The measure is scheduled to be discussed Monday morning in the Nevada Senate Judiciary Committee in Carson City, Nev. The hearing will be Webcast.

The EFF hasn't taken a formal position on the measure because attorneys haven't yet had time to analyze it thoroughly, but the group is concerned about its unintended consequences, said Lee Tien, a senior staff attorney at EFF. The nonprofit civil rights group is concerned that it will quash legitimate research (PDF) and land innocent people in jail.

When RFID companies and government proponents of the technology make claims about privacy protections, often the only way to disprove those claims is to test the technology in real-world demonstrations, Tien said.

In a letter to the Nevada Senate Judiciary Committee sent Thursday, Tien wrote that the bill in its current form does not protect information security research.

"Because the privacy risks of RFID include the likelihood that malevolent entities will 'skim' individuals' RFID-enabled devices in public places without their knowledge, it is important that security researchers be able to lawfully demonstrate that these vulnerabilities exist in real-world settings--not only in controlled conditions," he wrote.

California's recently enacted anti-skimming law, S.B. 31, contains a safe harbor provision for researchers, Tien noted.

The Northern Nevada chapter of Infragard, a public-private cybersecurity partnership, opposes the measure, said Ira Victor, president of the group.

"Not only is it already a felony to hack and steal someone's personally identifiable data" but the measure would make some of the presentations at the Defcon and Black Hat security conferences held in Las Vegas every year illegal, said Victor.

One person at risk would be security researcher Chris Paget, of IOActive, who demonstrated the security risks of RFID to The Register earlier this month. A video shows Paget driving around downtown San Francisco grabbing data from random RFID-based passport cards and cloning them.

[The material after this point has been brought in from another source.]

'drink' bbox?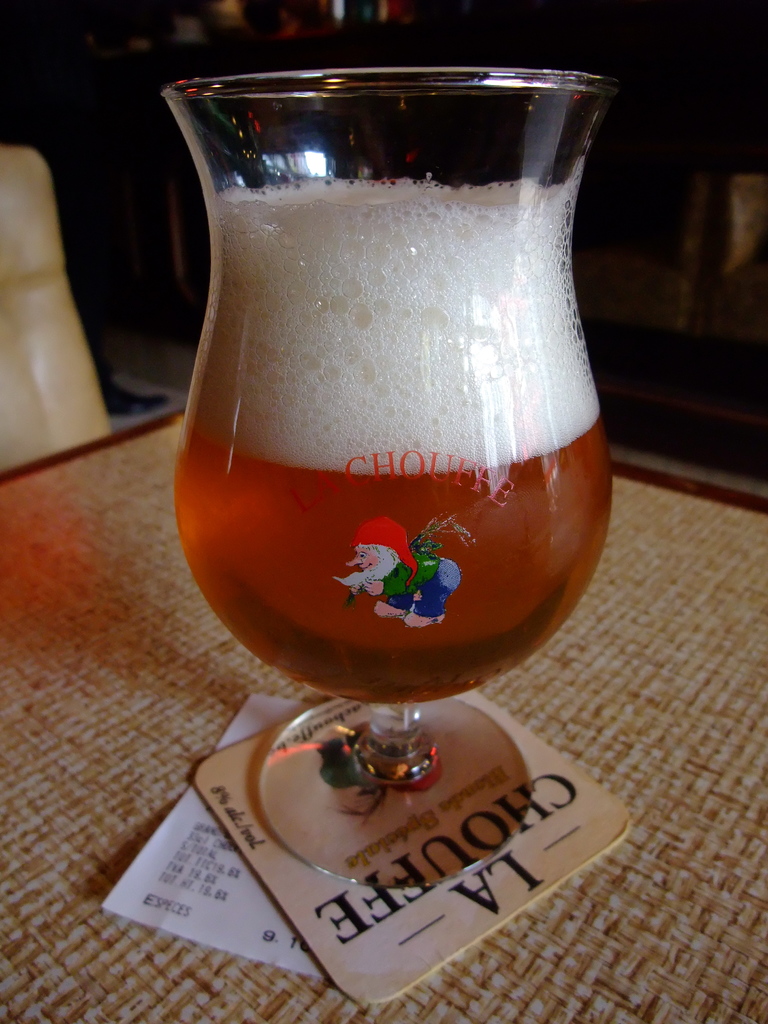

RFID has proved to be a controversial research area, with security experts saying the technology, in general, does not have adequate security protections.

In 2007, Paget pulled his demonstration of a device that could clone RFID-enabled proximity badges from his presentation at the Black Hat DC Training conference after getting legal threats from the chipmaker. Paget of his presentation.

An RFID technology provider unsuccessfully took Dutch researchers to court over their research last year. And the Massachusetts Bay Transportation Authority stopped three MIT students from presenting their RFID security research at Defcon last summer, but a court ruled later that they should be allowed to go public with their findings.